Marketing

Is Product Marketing Really Still a Mystery?

September 25, 2019

Me: “I’ve worked in Product Marketing for the last seven years.”
Them: “Oh, so you do Marketing?”
Me: “Well, not quite. I work with marketing teams, but my role isn’t exactly marketing.”

A little bit of a staring contest, then I explain further.

Them: “Oh! That makes a lot of sense that a company would need this role.”

Even though the above interaction has repeated itself for the last couple of months, it still surprises me. I truly believe that Product Marketing is a crucial role for an organization of any size, so I can’t believe it when anyone tells me they either don’t have a Product Marketer or that they aren’t sure what Product Marketers do.

It leaves me wondering these questions:

      • How does your sales team stay up to date about the product?
      • How do your marketing and sales teams learn how to position the product(s) by persona?
      • Do you have a method of aligning and coordinating teams before you launch features/products?
      • Do you highlight product information in your marketing campaigns?
      • Are you able to articulate why your product is better than your competitors?
      • How are you tracking product usage and if customers are using your products in their most optimal way?

Then, I asked my LinkedIn network the same question. I got over 100 likes and 40+ comments – WOW. This is definitely a hot topic and one we should address.

What I Learned

“The role of Product Marketer is a reflection of the role of the product in a company and the complexity of its go-to-market. It varies widely because the buying and selling experience varies widely across companies and industries. Ultimately every Product Marketer needs to be able to do two things. 1. Craft strong positioning and 2. Adapt.” – Meghan Keaney Anderson, VP of Marketing @ Hubspot

“Product Marketing is strategic and tactical, it is right brain/left brain and it fills the holes: in many cases, Product Marketing will do the things you haven’t hired someone else to do.” – Emily Wright, Head of Product Marketing and Brand at Homebase

“Each team has different expectations from Product Marketing. Sales wants us to drive more leads either through events (and every sales guy/gal wants events in their region). Product management expects Product Marketing to launch products or promote low-level features through campaigns. It’s up to Product Marketing to balance these different expectations while keeping our focus on what is good for the business.” – Matheen Raza, Sr. Product Marketing Manager @ HPE’s BlueData Team

Here are the themes I gathered:

  1. The role has many various responsibilities and expectations. Therefore it sits with various teams i.e. it is not consolidated.
  2. There hasn’t been a lot of education around the value of Product Marketing – therefore, resources aren’t put against these roles as often as we would assume.
  3. The value of having one person or team responsible for the various tasks is still being discovered. Many different roles at an organization are doing pieces of Product Marketing but in silos.

How to Make Product Marketing Less Confusing

“Ok, I get it. Product Marketing is a bit confusing!” is probably what you’re thinking. So, what do we need to do about it?

Educate

Whether you are in Product Marketing yourself or you have worked with a Product Marketer before, we need to take the opportunity to share the goal of our role and how it will benefit an organization. Early on in my engagement with AceUp, a startup in Boston, one of the first things I did was run an hour internal session to share what Product Marketing is with the whole team and how we can best work together. Ever since, various members of the team have come to me with ideas and projects.

Become a Product Marketer!

Chances are that you are already doing one of the responsibilities that Product Marketers do. Since Product Marketing has so many responsibilities, it is very common for someone from support, product or marketing, to name a few, to enter into the Product Marketing world. Especially today, with the trend of product led growth, focus on data and always being customer first, Product Marketing will have even more influence.

Empower Your Existing Product Marketing Team

Product Marketing sits at the intersection of so many teams. Therefore, it is the perfect role to have in your strategic and higher level conversations. Empower your own Product Marketing team any way you can. Invite them to meetings, incorporate them early into the conversation (but you will probably then realize you need them all the way through the end!).

I will leave you with a final thought and a positive spin. Automation is everywhere. Artificial Intelligence is everywhere (almost). The ambiguity of Product Marketing may actually work in our favor. I won’t take credit for this thought, but Devon O’Rourke, Sr. Product Marketing Manager at Amazon, says it well. “The guiding principle for PMMs is to be the voice and narrator of products and services. The tasks and tactics used to best perform the role are not concrete and luckily for us, they won’t be, or else we might be looking for new careers! The best PMMs embrace the ambiguity and are constantly changing their tactics and responsibilities to best drive results.”

Perhaps a positive catch 22? Our role as Product Marketers is ambiguous and remains to be fully understood. However, this ambiguity will potentially continue to work in our favor.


#### About this task
Copy every line of the records that includes the word "confining".

#### Records for this task
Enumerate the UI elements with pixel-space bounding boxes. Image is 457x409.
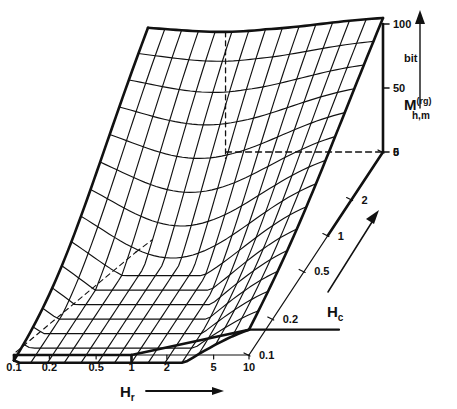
x-tick-label: 0.5 — [88, 361, 103, 373]
y-tick-label: 0.2 — [283, 313, 298, 325]
x-axis-title: Hr — [120, 383, 135, 403]
y-axis-title-main: H — [327, 303, 338, 320]
y-axis-tick-labels: 0.10.20.5125 — [259, 146, 399, 361]
z-axis-title-sub: h,m — [412, 110, 430, 121]
tick-label-layer: 0.10.20.512510 0.10.20.5125 100500 Hr Hc… — [0, 0, 457, 409]
x-tick-label: 5 — [211, 361, 217, 373]
x-axis-title-sub: r — [131, 392, 135, 403]
z-tick-label: 100 — [393, 18, 411, 30]
x-tick-label: 0.1 — [6, 361, 21, 373]
svg-text:Hr: Hr — [120, 383, 135, 403]
x-axis-title-main: H — [120, 383, 131, 400]
y-tick-label: 0.5 — [314, 265, 329, 277]
y-axis-title: Hc — [327, 303, 344, 323]
y-tick-label: 0.1 — [259, 349, 274, 361]
z-axis-unit-label: bit — [404, 52, 418, 64]
svg-text:Hc: Hc — [327, 303, 344, 323]
x-tick-label: 2 — [164, 361, 170, 373]
x-tick-label: 10 — [243, 361, 255, 373]
z-axis-title-sup: (rg) — [417, 96, 432, 106]
figure-3d-surface-plot: 0.10.20.512510 0.10.20.5125 100500 Hr Hc… — [0, 0, 457, 409]
x-tick-label: 1 — [128, 361, 134, 373]
z-axis-title: M(rg) h,m — [404, 96, 432, 121]
y-axis-title-sub: c — [338, 312, 344, 323]
y-tick-label: 1 — [338, 230, 344, 242]
x-axis-tick-labels: 0.10.20.512510 — [6, 361, 255, 373]
z-tick-label: 0 — [393, 146, 399, 158]
z-axis-tick-labels: 100500 — [393, 18, 411, 158]
z-tick-label: 50 — [393, 82, 405, 94]
x-tick-label: 0.2 — [42, 361, 57, 373]
y-tick-label: 2 — [362, 194, 368, 206]
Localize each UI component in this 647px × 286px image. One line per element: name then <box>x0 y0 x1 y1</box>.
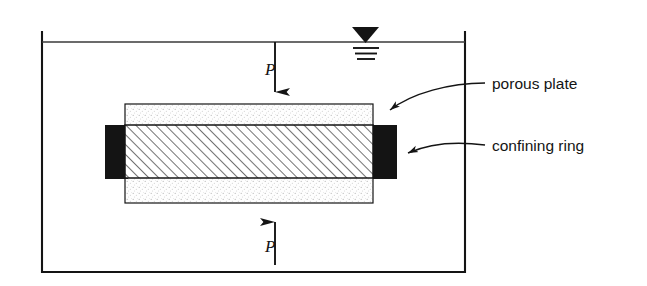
oedometer-diagram: P P porous plate confining ring <box>0 0 647 286</box>
bottom-load-label: P <box>264 237 275 256</box>
confining-ring-label: confining ring <box>492 137 584 154</box>
figure-root: P P porous plate confining ring <box>0 0 647 286</box>
water-table-symbol <box>352 27 379 59</box>
soil-specimen <box>125 125 373 178</box>
porous-plate-callout: porous plate <box>390 75 577 110</box>
confining-ring-leader-line <box>408 143 485 153</box>
top-load-arrow: P <box>264 42 275 92</box>
water-table-triangle <box>352 27 379 43</box>
specimen-rect <box>125 125 373 178</box>
confining-ring-callout: confining ring <box>408 137 584 154</box>
porous-plate-label: porous plate <box>492 75 577 92</box>
top-load-label: P <box>264 60 275 79</box>
porous-plate-leader-line <box>390 83 485 110</box>
bottom-load-arrow: P <box>264 222 275 265</box>
confining-ring-right-block <box>373 125 397 179</box>
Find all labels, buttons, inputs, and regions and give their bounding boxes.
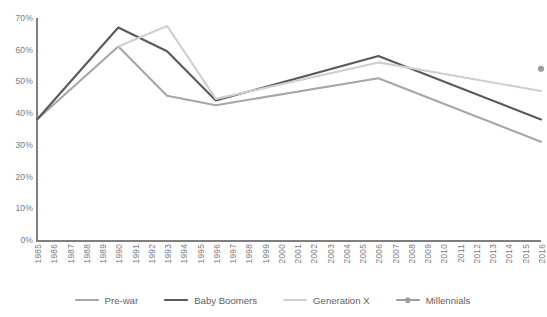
- x-tick-label: 2000: [277, 244, 287, 263]
- x-tick-label: 1988: [82, 244, 92, 263]
- x-axis-labels: 1985198619871988198919901991199219931994…: [37, 244, 541, 288]
- legend-label: Generation X: [313, 295, 370, 306]
- x-axis-line: [36, 240, 541, 242]
- x-tick-label: 2016: [537, 244, 547, 263]
- x-tick-label: 2012: [472, 244, 482, 263]
- x-tick-label: 1992: [147, 244, 157, 263]
- legend-swatch: [396, 299, 420, 302]
- legend-item[interactable]: Generation X: [283, 295, 370, 306]
- x-tick-label: 1993: [163, 244, 173, 263]
- y-tick-label: 60%: [15, 45, 33, 55]
- y-tick-label: 40%: [15, 108, 33, 118]
- legend-item[interactable]: Pre-war: [75, 295, 139, 306]
- y-tick-label: 70%: [15, 13, 33, 23]
- x-tick-label: 1989: [98, 244, 108, 263]
- series-line: [118, 26, 541, 99]
- y-tick-label: 20%: [15, 172, 33, 182]
- x-tick-label: 2006: [374, 244, 384, 263]
- y-axis-labels: 0%10%20%30%40%50%60%70%: [0, 0, 33, 317]
- x-tick-label: 2007: [391, 244, 401, 263]
- x-tick-label: 1985: [33, 244, 43, 263]
- chart-legend: Pre-warBaby BoomersGeneration XMillennia…: [0, 292, 545, 308]
- legend-item[interactable]: Baby Boomers: [164, 295, 257, 306]
- legend-label: Millennials: [426, 295, 471, 306]
- x-tick-label: 2003: [326, 244, 336, 263]
- x-tick-label: 1991: [131, 244, 141, 263]
- x-tick-label: 1997: [228, 244, 238, 263]
- x-tick-label: 1990: [114, 244, 124, 263]
- x-tick-label: 2010: [439, 244, 449, 263]
- x-tick-label: 2011: [456, 244, 466, 263]
- legend-item[interactable]: Millennials: [396, 295, 471, 306]
- x-tick-label: 1987: [66, 244, 76, 263]
- legend-swatch: [164, 299, 188, 302]
- plot-area: [37, 18, 541, 240]
- x-tick-label: 2015: [521, 244, 531, 263]
- x-tick-label: 1999: [261, 244, 271, 263]
- x-tick-label: 2014: [504, 244, 514, 263]
- series-lines: [37, 18, 541, 240]
- legend-swatch: [283, 299, 307, 302]
- x-tick-label: 2005: [358, 244, 368, 263]
- x-tick-label: 1994: [179, 244, 189, 263]
- series-marker: [538, 66, 544, 72]
- x-tick-label: 2004: [342, 244, 352, 263]
- y-tick-label: 0%: [20, 235, 33, 245]
- series-line: [37, 28, 541, 120]
- x-tick-label: 2013: [488, 244, 498, 263]
- series-line: [37, 47, 541, 142]
- x-tick-label: 2001: [293, 244, 303, 263]
- y-tick-label: 30%: [15, 140, 33, 150]
- legend-label: Baby Boomers: [194, 295, 257, 306]
- x-tick-label: 2009: [423, 244, 433, 263]
- y-tick-label: 10%: [15, 203, 33, 213]
- y-tick-label: 50%: [15, 76, 33, 86]
- x-tick-label: 1996: [212, 244, 222, 263]
- x-tick-label: 1986: [49, 244, 59, 263]
- x-tick-label: 2008: [407, 244, 417, 263]
- x-tick-label: 1995: [196, 244, 206, 263]
- x-tick-label: 1998: [244, 244, 254, 263]
- legend-swatch: [75, 299, 99, 302]
- x-tick-label: 2002: [309, 244, 319, 263]
- legend-label: Pre-war: [105, 295, 139, 306]
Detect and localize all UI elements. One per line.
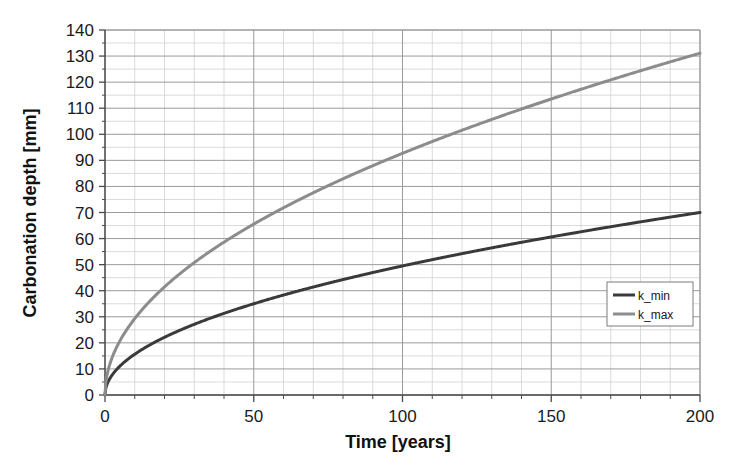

#### Output below
oedometer-diagram: P P porous plate confining ring <box>0 0 647 286</box>
confining-ring-label: confining ring <box>492 137 584 154</box>
figure-root: P P porous plate confining ring <box>0 0 647 286</box>
confining-ring-leader-line <box>408 143 485 153</box>
confining-ring-callout: confining ring <box>408 137 584 154</box>
confining-ring-right-block <box>373 125 397 179</box>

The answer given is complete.